As demand for artificial intelligence technology boosts
construction and proposed construction of data centers around
the world, those computers require not just electricity and
land, but also a significant amount of water. … A 2024
report from the Lawrence Berkeley National Laboratory estimated
that in 2023, U.S. data centers consumed 17 billion gallons (64
billion liters) of water directly through cooling, and projects
that by 2028, those figures could double – or even
quadruple. The same report estimated that in 2023, U.S.
data centers consumed an additional 211 billion gallons (800
billion liters) of water indirectly through the electricity
that powers them.
… NASA, of course, is best known for launching expeditions
into space and capturing images of distant galaxies. But NASA
also has a mission to Earth. Its satellites surveil what the
agency calls “vital signs of the planet” and supply information
to scientists whose work is decidedly Earthbound. A good deal
focuses on tracking the effects of climate change
ongroundwater levels, wildfires,
global temperature trends, and more. … The future of
some of that public health work is now unclear. The Trump
administration’s proposed budget for the coming fiscal year
would, if enacted, bring NASA’s spending back to 1961 levels.

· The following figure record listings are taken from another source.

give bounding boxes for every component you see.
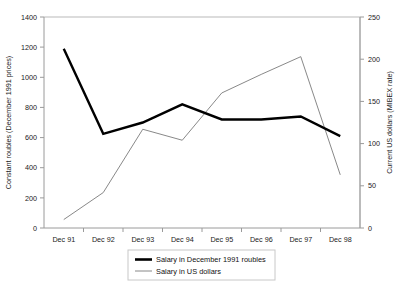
category-label: Dec 91 bbox=[52, 235, 75, 244]
right-tick-label: 150 bbox=[368, 97, 380, 106]
left-tick-label: 600 bbox=[25, 133, 37, 142]
right-tick-label: 200 bbox=[368, 55, 380, 64]
left-tick-label: 0 bbox=[33, 224, 37, 233]
category-label: Dec 95 bbox=[210, 235, 233, 244]
left-axis-title: Constant roubles (December 1991 prices) bbox=[4, 56, 13, 189]
category-label: Dec 97 bbox=[289, 235, 312, 244]
right-tick-label: 0 bbox=[368, 224, 372, 233]
right-axis-title: Current US dollars (MIBEX rate) bbox=[385, 71, 394, 174]
category-label: Dec 92 bbox=[92, 235, 115, 244]
legend-label-dollars: Salary in US dollars bbox=[156, 267, 221, 276]
chart-background bbox=[0, 0, 401, 288]
left-tick-label: 1000 bbox=[21, 73, 37, 82]
category-label: Dec 94 bbox=[171, 235, 194, 244]
chart-container: 0 200 400 600 800 1000 1200 1400 0 50 10… bbox=[0, 0, 401, 288]
category-label: Dec 93 bbox=[131, 235, 154, 244]
right-tick-label: 250 bbox=[368, 13, 380, 22]
category-label: Dec 96 bbox=[250, 235, 273, 244]
chart-legend: Salary in December 1991 roubles Salary i… bbox=[128, 250, 275, 280]
legend-label-roubles: Salary in December 1991 roubles bbox=[156, 255, 266, 264]
left-tick-label: 1400 bbox=[21, 13, 37, 22]
left-tick-label: 1200 bbox=[21, 43, 37, 52]
line-chart: 0 200 400 600 800 1000 1200 1400 0 50 10… bbox=[0, 0, 401, 288]
left-tick-label: 200 bbox=[25, 194, 37, 203]
left-tick-label: 400 bbox=[25, 163, 37, 172]
right-tick-label: 100 bbox=[368, 139, 380, 148]
right-tick-label: 50 bbox=[368, 181, 376, 190]
category-label: Dec 98 bbox=[329, 235, 352, 244]
left-tick-label: 800 bbox=[25, 103, 37, 112]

… The overall budget would be cut by nearly 25 percent,
and Earth science more than halved.
… Decades of unreliable surface water left San Joaquin Valley
farmers no choice but to pump groundwater — with severe
consequences. Sinking land, cracked infrastructure and reduced
capacity to the California Aqueduct that delivers water to
millions in Southern California. The good news: Subsidence can
be slowed — and potentially reversed. Since 2023, Westlands’

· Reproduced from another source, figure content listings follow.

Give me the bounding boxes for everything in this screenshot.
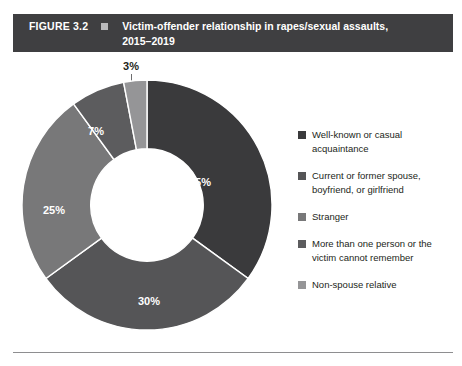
legend-swatch-icon bbox=[298, 172, 306, 180]
slice-value-label: 25% bbox=[43, 204, 65, 216]
legend-swatch-icon bbox=[298, 131, 306, 139]
legend-swatch-icon bbox=[298, 213, 306, 221]
figure-title: Victim-offender relationship in rapes/se… bbox=[122, 19, 388, 48]
legend-item-stranger[interactable]: Stranger bbox=[298, 210, 458, 224]
legend-item-current-former-partner[interactable]: Current or former spouse, boyfriend, or … bbox=[298, 169, 458, 197]
legend-swatch-icon bbox=[298, 281, 306, 289]
donut-svg: 35%30%25%7% bbox=[22, 80, 272, 330]
slice-value-label: 35% bbox=[189, 176, 211, 188]
slice-value-label: 30% bbox=[138, 295, 160, 307]
legend-item-well-known-acquaintance[interactable]: Well-known or casual acquaintance bbox=[298, 128, 458, 156]
legend-item-label: More than one person or the victim canno… bbox=[312, 237, 458, 265]
legend-item-non-spouse-relative[interactable]: Non-spouse relative bbox=[298, 278, 458, 292]
figure-title-line-2: 2015–2019 bbox=[122, 34, 388, 49]
donut-chart: 3% 35%30%25%7% bbox=[0, 52, 300, 342]
legend-item-label: Well-known or casual acquaintance bbox=[312, 128, 458, 156]
callout-label: 3% bbox=[104, 60, 158, 72]
legend-item-more-than-one-person[interactable]: More than one person or the victim canno… bbox=[298, 237, 458, 265]
legend-item-label: Non-spouse relative bbox=[312, 278, 397, 292]
figure-number: FIGURE 3.2 bbox=[29, 19, 88, 33]
chart-legend: Well-known or casual acquaintance Curren… bbox=[298, 128, 458, 305]
legend-item-label: Stranger bbox=[312, 210, 348, 224]
legend-swatch-icon bbox=[298, 240, 306, 248]
figure-title-line-1: Victim-offender relationship in rapes/se… bbox=[122, 20, 388, 32]
donut-graphic: 35%30%25%7% bbox=[22, 80, 272, 330]
figure-header-bar: FIGURE 3.2 Victim-offender relationship … bbox=[13, 14, 453, 52]
figure-bottom-rule bbox=[13, 352, 453, 353]
legend-item-label: Current or former spouse, boyfriend, or … bbox=[312, 169, 458, 197]
slice-value-label: 7% bbox=[88, 125, 104, 137]
header-bullet-icon bbox=[101, 23, 108, 30]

farmers recharged over 470,000 acre-feet of groundwater,
restoring water levels by 200 feet in some areas. Injection
wells have lifted land by half a foot. In one important
location, subsidence stopped completely. –Written by Allison Febbo, general manager of the
Westlands Water District.
A “devil” comet’s water is strikingly similar to the water on
Earth, researchers have discovered. The finding supports the
idea that water was brought to our planet
through comet impacts, helping set the stage for life
to evolve, the team reported Aug. 8 in the journal Nature
Astronomy. … This is especially significant because
previous measurements of the water on Halley-type comets
revealed different D/H ratios, casting doubt on the theory that
comets could have brought water to Earth. This new discovery,
by contrast, strengthens the theory.
California pistachio growers are preparing for what could be
the largest harvest on record. According to Richard Kreps,
Ultra Gro representative and Chairman of the American Pistachio
Growers Board, the 2025 crop is showing the most uniform nut
fill seen in more than 15 years. … Despite strong market
conditions, growers continue to face challenges. Labor
shortages, freight disruptions, and California’s ongoing
water constraints remain pressing issues.

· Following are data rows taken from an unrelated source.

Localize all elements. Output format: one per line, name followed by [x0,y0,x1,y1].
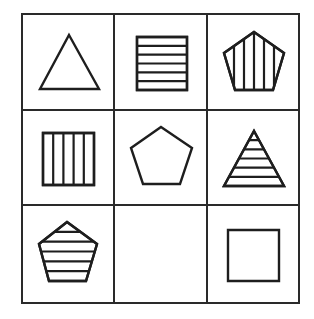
cell-r1-c2[interactable] [114,14,207,110]
cell-r1-c3[interactable] [207,14,299,110]
cell-r2-c2[interactable] [114,110,207,205]
cell-r2-c3[interactable] [207,110,299,205]
matrix-puzzle [0,0,314,319]
square-outline-icon [228,230,279,281]
square-vertical-lines-icon [43,131,94,187]
cell-r2-c1[interactable] [22,110,114,205]
cell-r3-c2[interactable] [114,205,207,303]
square-horizontal-lines-icon [135,37,189,90]
cell-r3-c3[interactable] [207,205,299,303]
cell-r3-c1[interactable] [22,205,114,303]
puzzle-canvas [0,0,314,319]
cell-r1-c1[interactable] [22,14,114,110]
cells-layer [22,14,299,303]
missing-answer-cell[interactable] [114,205,207,303]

Rodent and bird damage to irrigation systems is another
concern. … Kreps emphasized the need for new
dams and recharge projects to support
sustainable farming across the Central Valley and the
Southwest.
Dozens of water-harvesting pods are set to be deployed along
the sea floor off the coast of California as the United States
ramps up its first subsea desalination project. The effort is
expected to produce 60 million gallons (227 million liters) of
fresh water per day. … Water technology company
OceanWell has just announced the launch of the Water Farm 1
(WF1) project in cooperation with Las Virgenes Municipal Water
District (LVMWD), which manages fresh water for about 70,000
residents located in western Los Angeles County. Six additional
California water agencies are also part of the effort.